His dystopian print features a central Olmec head looking at the viewer with the word, “Decolonize” across its headpiece and “Abolish ICE” across the right cheek. This image’s assignment as dystopia may confuse at first glance. But, through this, Tafoya challenges viewers to understand that the conditions in which we live that necessitate these efforts and phrases are in fact dystopian. Colonization and its aftermath are dystopian. ICE and the immigration crisis at the U.S.-Mexico border are dystopian. According to Tafoya, “We are living in our dystopia,” no longer an extreme or a myth, but our now.

On the other hand, his utopian print depicts two Olmec busts wearing flannel button-up shirts sandwiching the phrase “Nunca colonizado,” or “Never colonized,” twice repeated. Surrounding the figures are two Olmec offerings that involved the burning of a rubber ball with a quetzal feather on top of a pile of wood. The flannel shirts are a nod Tafoya’s upbringing in East LA and the Chicano culture that resides there. For Tayofa, utopia is a world where indigenous peoples never experienced colonization, never exploited. Referencing the Olmec civilization is also a nod to this because, according to Tafoya, the Olmecs were “a people that likely never experienced colonization.” Viewers are asked to imagine a world where these horrific legacies of violence had never taken place to begin with and what life could be in its place. 

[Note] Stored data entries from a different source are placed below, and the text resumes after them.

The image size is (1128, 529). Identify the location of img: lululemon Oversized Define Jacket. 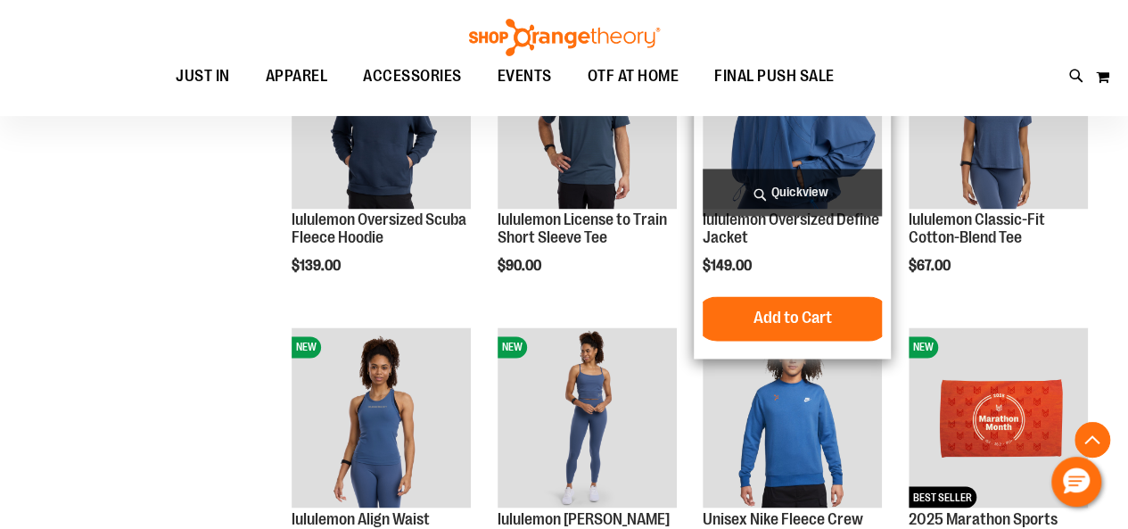
(792, 119).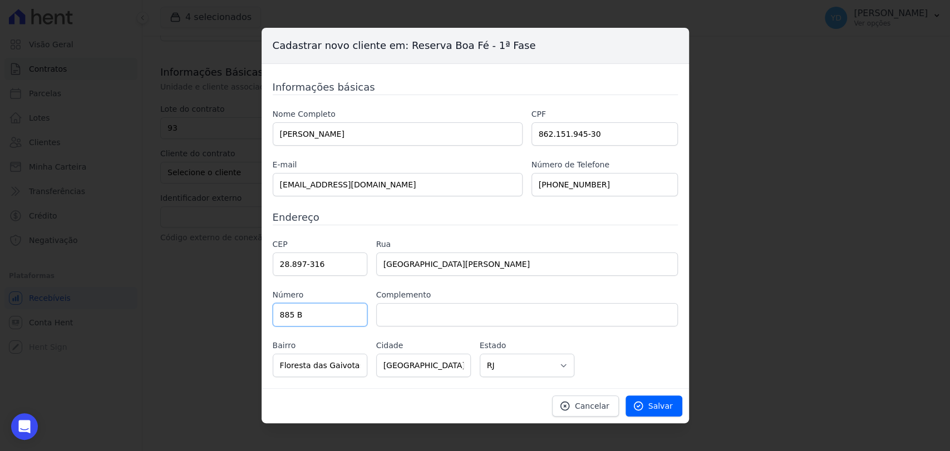  Describe the element at coordinates (527, 295) in the screenshot. I see `label: Complemento` at that location.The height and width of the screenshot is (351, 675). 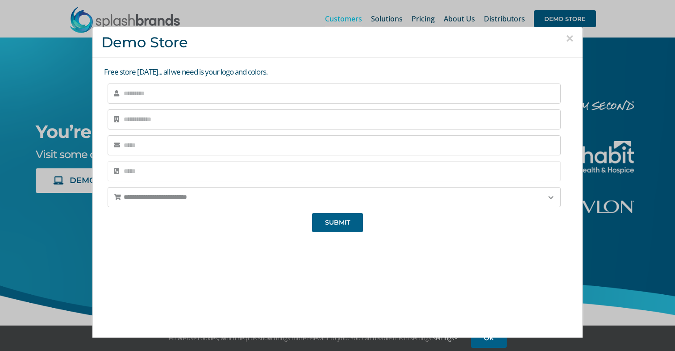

The Utopia/ Dystopia exhibition will remain on view through August 10, 2019. Prints for sale from the Annual Print Fair will remain on display through August 1, 2019. To view prints for sale or view the exhibition, please visit SHG during gallery hours Monday through Friday, 10:00 AM- 5:00 PM or shop prints and merchandise at the online shop anytime. Interested in making a donation to the organization? Visit the online donation page or text “SHG1973” to 41444.


Gabrielle Garcia is a Self Help Graphics & Art Getty Marrow Undergraduate Intern and recent graduate of Scripps College.